Syntactic Sugar Is Not Always Good

Post Syndicated from Bozho original https://techblog.bozho.net/syntactic-sugar-is-not-always-good/

This write-up is partly inspired by a recent post by Vlad Mihalcea on LinkedIn about the recently introduced text blocks in Java. More about them can be read here.

Now, that’s a nice feature. I’ve used it in Scala several years ago, and other languages also have it, so it seems like a no-brainer to introduce it in Java.

But, syntactic sugar (please don’t argue whether that’s precisely syntactic sugar or not) can be problematic and lead to “syntactic diabetes”. It has two possible issues.

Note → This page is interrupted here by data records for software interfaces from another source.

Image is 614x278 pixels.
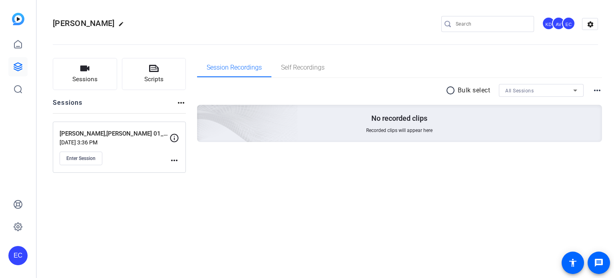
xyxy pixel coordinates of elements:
h2: Sessions [53,98,83,113]
span: Sessions [72,75,97,84]
mat-icon: edit [118,21,128,31]
div: AV [552,17,565,30]
mat-icon: settings [582,18,598,30]
p: No recorded clips [371,113,427,123]
div: EC [562,17,575,30]
div: KD [542,17,555,30]
mat-icon: radio_button_unchecked [445,85,457,95]
span: [PERSON_NAME] [53,18,114,28]
p: Bulk select [457,85,490,95]
span: Enter Session [66,155,95,161]
ngx-avatar: Erika Centeno [562,17,576,31]
p: [PERSON_NAME],[PERSON_NAME] 01_10152025 [60,129,169,138]
div: EC [8,246,28,265]
span: All Sessions [505,88,533,93]
mat-icon: more_horiz [169,155,179,165]
mat-icon: more_horiz [176,98,186,107]
mat-icon: accessibility [568,258,577,267]
img: blue-gradient.svg [12,13,24,25]
mat-icon: message [594,258,603,267]
span: Recorded clips will appear here [366,127,432,133]
mat-icon: more_horiz [592,85,602,95]
p: [DATE] 3:36 PM [60,139,169,145]
span: Session Recordings [207,64,262,71]
button: Enter Session [60,151,102,165]
span: Self Recordings [281,64,324,71]
img: embarkstudio-empty-session.png [107,26,298,199]
span: Scripts [144,75,163,84]
ngx-avatar: Abby Veloz [552,17,566,31]
button: Scripts [122,58,186,90]
ngx-avatar: Krystal Delgadillo [542,17,556,31]
input: Search [455,19,527,29]
button: Sessions [53,58,117,90]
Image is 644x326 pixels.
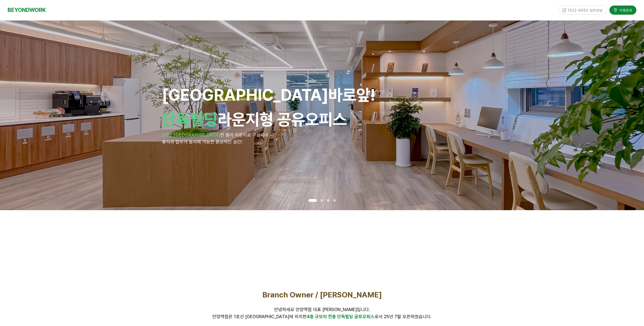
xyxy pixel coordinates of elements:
[220,133,269,137] span: 전 층이 라운지로 구성되어
[618,7,633,12] span: 가맹문의
[307,314,375,319] span: 4층 규모의 전용 단독빌딩 공유오피스
[262,290,382,299] span: Branch Owner / [PERSON_NAME]
[162,139,242,144] span: 휴식과 업무가 동시에 가능한 돋보적인 공간!
[8,5,46,15] a: BEYONDWORK
[212,307,432,319] span: 안녕하세요 안양역점 대표 [PERSON_NAME]입니다. 안양역점은 1호선 [GEOGRAPHIC_DATA]에 위치한 로서 25년 7월 오픈하였습니다.
[610,5,637,14] a: 가맹문의
[162,110,347,129] span: 라운지형 공유오피스
[162,133,220,137] strong: 1호선 [GEOGRAPHIC_DATA]
[329,85,375,105] span: 바로앞!
[162,85,375,105] span: [GEOGRAPHIC_DATA]
[162,110,218,129] span: 단독빌딩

The less important one is consistency – if you can do one thing in multiple, equally valid ways, that introduces inconsistency in the code and pointless arguments of “the right way to do things”. In this context – for 2-line strings do you use a text block or not? Should you do multi-line formatting for simple strings or not? Should you configure checkstyle rules to reject one or the other option and in what circumstances?

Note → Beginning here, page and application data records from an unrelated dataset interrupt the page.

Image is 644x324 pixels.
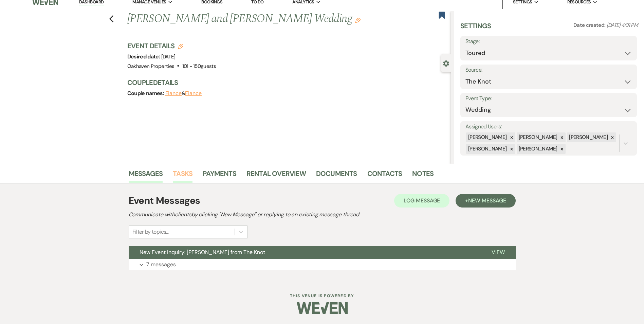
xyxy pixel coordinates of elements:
span: Log Message [404,197,440,204]
button: Fiance [185,91,202,96]
button: +New Message [456,194,515,207]
h3: Event Details [127,41,216,51]
button: Edit [355,17,361,23]
div: [PERSON_NAME] [567,132,609,142]
img: Weven Logo [297,296,348,320]
h3: Couple Details [127,78,444,87]
label: Stage: [466,37,632,47]
h1: Event Messages [129,193,200,208]
span: New Event Inquiry: [PERSON_NAME] from The Knot [140,248,265,256]
a: Notes [412,168,434,183]
span: Date created: [574,22,607,28]
label: Source: [466,65,632,75]
span: [DATE] [161,53,176,60]
span: & [165,90,202,97]
span: [DATE] 4:01 PM [607,22,638,28]
span: Desired date: [127,53,161,60]
a: Contacts [367,168,403,183]
button: View [481,246,516,259]
a: Messages [129,168,163,183]
a: Documents [316,168,357,183]
span: Oakhaven Properties [127,63,175,69]
label: Event Type: [466,94,632,103]
a: Tasks [173,168,192,183]
button: Log Message [394,194,450,207]
label: Assigned Users: [466,122,632,132]
button: Close lead details [443,60,449,66]
a: Rental Overview [247,168,306,183]
button: New Event Inquiry: [PERSON_NAME] from The Knot [129,246,481,259]
button: Fiance [165,91,182,96]
h2: Communicate with clients by clicking "New Message" or replying to an existing message thread. [129,211,516,219]
span: Couple names: [127,90,165,97]
h1: [PERSON_NAME] and [PERSON_NAME] Wedding [127,11,384,27]
div: [PERSON_NAME] [466,132,508,142]
span: 101 - 150 guests [182,63,216,69]
div: [PERSON_NAME] [517,144,559,154]
h3: Settings [460,21,491,36]
p: 7 messages [146,260,176,269]
div: Filter by topics... [132,228,169,236]
span: View [492,248,505,256]
span: New Message [468,197,506,204]
a: Payments [203,168,236,183]
button: 7 messages [129,259,516,270]
div: [PERSON_NAME] [466,144,508,154]
div: [PERSON_NAME] [517,132,559,142]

The second, and bigger problem, is code readability. I know it sounds counter-intuitive, but bear with me. The example that Vlad gave illustrates that – do you want to have a 20-line SQL query in your Java code? I’d say no – you’d better extract that to a separate file, and using some form of templating, populate the right values. This is certainly readable when you browse the code:

String query = QueryUtils.loadQuery("age-query.sql", timestamp, diff, other);
// or
String query = QueryUtils.loadQuery("age-query.sql", 
       Arrays.asList("param1Name", "param2Name"), 
      Arrays.asList(param1Value, param2Value);

Queries can be placed in /src/main/resources and loaded as templates (and cached) by the QueryUtils. And because of the previous lack of text blocks, you would not prefer ugly string concatenated queries inside your code.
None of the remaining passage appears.